The new law is a precursor to carbon price legislation that will be put before parliament in late 2011. Known as the Carbon Farming Initiative (CFI), the new law allows farmers and investors to generate tradeable carbon offsets from farmland and forestry projects. Land use, including agriculture, accounts for 23% of Australia’s emissions. Projects backed by the CFI include reforestation, protection of native forests, curbing methane emissions from livestock, better fire management of savannah grasslands as well as capturing methane emissions from some landfills. Excluded projects include those deemed to affect the availability of water, threaten the richness of plant and animal species in an area or might threaten jobs. Managed investment schemes for forestry are also excluded. Under the rules, a project can only earn carbon credits if the investment is additional to those that would occur normally, with the lure of revenue from credit sales making the project financially viable.
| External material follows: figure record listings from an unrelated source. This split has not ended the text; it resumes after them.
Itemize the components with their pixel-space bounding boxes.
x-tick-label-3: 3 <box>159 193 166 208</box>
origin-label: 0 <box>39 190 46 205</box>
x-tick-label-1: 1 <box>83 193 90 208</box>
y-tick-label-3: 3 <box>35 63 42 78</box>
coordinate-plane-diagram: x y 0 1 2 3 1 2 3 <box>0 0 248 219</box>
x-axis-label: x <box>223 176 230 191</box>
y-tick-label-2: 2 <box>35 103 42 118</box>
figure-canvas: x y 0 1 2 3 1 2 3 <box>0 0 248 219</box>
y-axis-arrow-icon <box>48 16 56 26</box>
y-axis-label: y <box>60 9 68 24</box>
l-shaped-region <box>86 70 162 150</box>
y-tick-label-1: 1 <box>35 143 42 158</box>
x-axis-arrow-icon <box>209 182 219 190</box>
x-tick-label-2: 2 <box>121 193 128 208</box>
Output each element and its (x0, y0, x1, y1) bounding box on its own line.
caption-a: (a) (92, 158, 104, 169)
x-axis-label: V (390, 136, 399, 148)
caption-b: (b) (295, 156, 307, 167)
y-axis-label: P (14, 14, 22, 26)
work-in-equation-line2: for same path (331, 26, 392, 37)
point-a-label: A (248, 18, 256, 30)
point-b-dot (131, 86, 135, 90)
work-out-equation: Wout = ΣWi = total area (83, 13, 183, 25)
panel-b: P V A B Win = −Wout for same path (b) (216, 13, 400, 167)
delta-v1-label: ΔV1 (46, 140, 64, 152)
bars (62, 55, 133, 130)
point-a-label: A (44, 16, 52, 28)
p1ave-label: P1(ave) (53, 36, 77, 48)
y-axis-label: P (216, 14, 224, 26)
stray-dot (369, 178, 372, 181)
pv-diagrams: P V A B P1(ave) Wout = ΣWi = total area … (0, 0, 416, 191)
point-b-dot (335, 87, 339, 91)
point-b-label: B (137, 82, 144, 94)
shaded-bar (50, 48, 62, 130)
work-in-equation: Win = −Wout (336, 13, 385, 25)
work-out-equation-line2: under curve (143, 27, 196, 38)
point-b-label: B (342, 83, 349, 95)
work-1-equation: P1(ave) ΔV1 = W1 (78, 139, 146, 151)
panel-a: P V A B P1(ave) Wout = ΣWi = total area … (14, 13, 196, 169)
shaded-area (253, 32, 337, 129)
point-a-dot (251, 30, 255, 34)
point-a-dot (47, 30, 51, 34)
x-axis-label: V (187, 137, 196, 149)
Modeling by the Australian Treasury estimates the CFI will generate credits totalling 7 million tonnes of GHG reductions by 2020. ClimateWorks, a non-profit organization focusing on low-carbon growth, has calculated the CFI could reduce emissions by up to 41.5 million tonnes by 2020, mainly through greater investment in carbon tree plantations.
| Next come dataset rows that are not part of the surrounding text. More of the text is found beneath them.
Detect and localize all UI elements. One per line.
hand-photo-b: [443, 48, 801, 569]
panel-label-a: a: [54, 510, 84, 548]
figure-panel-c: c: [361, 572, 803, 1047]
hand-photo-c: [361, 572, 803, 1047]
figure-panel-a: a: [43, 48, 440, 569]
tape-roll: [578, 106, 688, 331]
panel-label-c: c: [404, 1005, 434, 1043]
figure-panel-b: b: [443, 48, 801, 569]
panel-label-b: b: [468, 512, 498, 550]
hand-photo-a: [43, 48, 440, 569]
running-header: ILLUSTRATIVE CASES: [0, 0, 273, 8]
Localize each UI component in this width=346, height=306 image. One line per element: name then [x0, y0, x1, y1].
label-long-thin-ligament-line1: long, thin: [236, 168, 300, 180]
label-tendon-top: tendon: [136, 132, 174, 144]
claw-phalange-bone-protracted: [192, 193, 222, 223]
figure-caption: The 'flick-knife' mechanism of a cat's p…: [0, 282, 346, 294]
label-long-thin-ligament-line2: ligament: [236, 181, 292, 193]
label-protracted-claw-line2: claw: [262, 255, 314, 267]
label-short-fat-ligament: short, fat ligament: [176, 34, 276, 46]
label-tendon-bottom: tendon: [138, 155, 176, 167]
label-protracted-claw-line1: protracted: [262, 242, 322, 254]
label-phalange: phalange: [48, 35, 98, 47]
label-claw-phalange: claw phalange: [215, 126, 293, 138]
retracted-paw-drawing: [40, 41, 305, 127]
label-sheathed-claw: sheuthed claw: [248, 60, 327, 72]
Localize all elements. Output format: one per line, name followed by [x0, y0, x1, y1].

The CFI scheme is expected to start off slowly until the approval of laws parliament passes laws to put a price on carbon emissions from July 2012. Under the scheme, a government panel will vet and approve the rules for each project activity and an agency will administer the scheme’s offset registry. A number of project types have already been approved, see www.climatechange.gov.au/cfi. Successful projects will earn Australian carbon credit units, or ACCUs, that can either be traded domestically or overseas. ACCUs can be compliant under the U.N.’s Kyoto Protocol, depending on the project type. Or projects can sell non-Kyoto Australian units that can be used in the domestic voluntary carbon market to help firms meet carbon neutral goals. Kyoto-compliant units can be converted into credits that can be traded internationally and sold to companies or governments with Kyoto emissions targets. To provide investor certainty, the initial crediting period for native forest protection is 20 years, 15 years for reforestation projects and 7 years for all other eligible offset projects.
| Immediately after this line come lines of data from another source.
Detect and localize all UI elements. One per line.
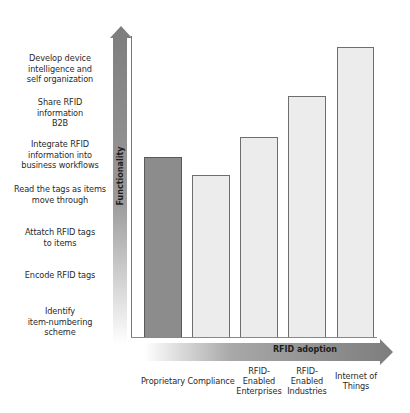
y-level-label: Attatch RFID tags to items [0,227,120,248]
bar-rfid-enabled-enterprises [240,137,278,338]
label-line: Compliance [184,376,238,386]
x-category-label: RFID- Enabled Industries [280,366,334,396]
x-category-label: Internet of Things [328,371,384,391]
label-line: Things [328,381,384,391]
bar-compliance [192,175,230,338]
label-line: Integrate RFID [0,139,120,150]
bar-internet-of-things [337,47,374,338]
label-line: information [0,108,120,119]
label-line: Share RFID [0,97,120,108]
label-line: Read the tags as items [0,184,120,195]
y-level-label: Identify item-numbering scheme [0,306,120,338]
y-level-label: Read the tags as items move through [0,184,120,205]
x-axis-line [131,337,377,338]
label-line: intelligence and [0,64,120,75]
label-line: Encode RFID tags [0,270,120,281]
x-category-label: RFID- Enabled Enterprises [232,366,286,396]
label-line: Attatch RFID tags [0,227,120,238]
label-line: Industries [280,386,334,396]
label-line: Develop device [0,53,120,64]
label-line: move through [0,195,120,206]
label-line: Identify [0,306,120,317]
label-line: Enabled [232,376,286,386]
label-line: Enterprises [232,386,286,396]
label-line: Internet of [328,371,384,381]
y-level-label: Integrate RFID information into business… [0,139,120,171]
label-line: Proprietary [136,376,190,386]
y-level-label: Develop device intelligence and self org… [0,53,120,85]
bar-proprietary [144,157,182,338]
label-line: business workflows [0,160,120,171]
x-category-label: Compliance [184,376,238,386]
label-line: self organization [0,74,120,85]
label-line: item-numbering [0,317,120,328]
label-line: B2B [0,118,120,129]
y-level-label: Share RFID information B2B [0,97,120,129]
bar-rfid-enabled-industries [288,96,326,338]
label-line: to items [0,238,120,249]
rfid-adoption-axis-title: RFID adoption [265,345,345,354]
label-line: RFID- [232,366,286,376]
x-category-label: Proprietary [136,376,190,386]
label-line: scheme [0,327,120,338]
label-line: information into [0,150,120,161]
y-level-label: Encode RFID tags [0,270,120,281]
label-line: Enabled [280,376,334,386]
label-line: RFID- [280,366,334,376]
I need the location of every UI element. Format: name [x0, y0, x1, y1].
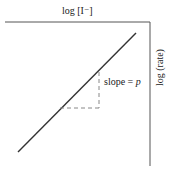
log-rate-line [18, 33, 136, 152]
x-axis-label: log [I⁻] [62, 6, 93, 16]
slope-label: slope = p [104, 77, 141, 87]
slope-label-text: slope = [104, 76, 136, 87]
y-axis-label: log (rate) [155, 49, 165, 86]
diagram-canvas [0, 0, 172, 170]
slope-variable: p [136, 76, 141, 87]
Pricing of the ACCUs will depend on the demand for offsets from certain types of projects, and particularly on the price for carbon in Australia. Some analysts expect ACCUs to closely track the national price on carbon emissions from power generators, smelters, refiners and others.
Prime Minister Julia Gillard plans a carbon tax starting at A$23 a tonne on about 500 of Australia’s biggest polluters from July 2012, ahead of emissions trading from mid-2015. Agriculture is not included in the carbon price scheme, but the government wants farmers to be able to benefit from the market for carbon credits. Under the carbon price plan, Australian industries which buy carbon offsets will need to ensure at least 50% of the offsets are domestic credits.

The government estimates that the CFI will help Australia reduce its carbon emissions by 460 million tonnes by 2050. The government has committed to cut total emissions by five percent of year 2000 levels by 2020. While Australia accounts for only about 1.5% of global emissions, it is the highest per capita polluter in the developed world because coal is used to generate most of the country’s electricity.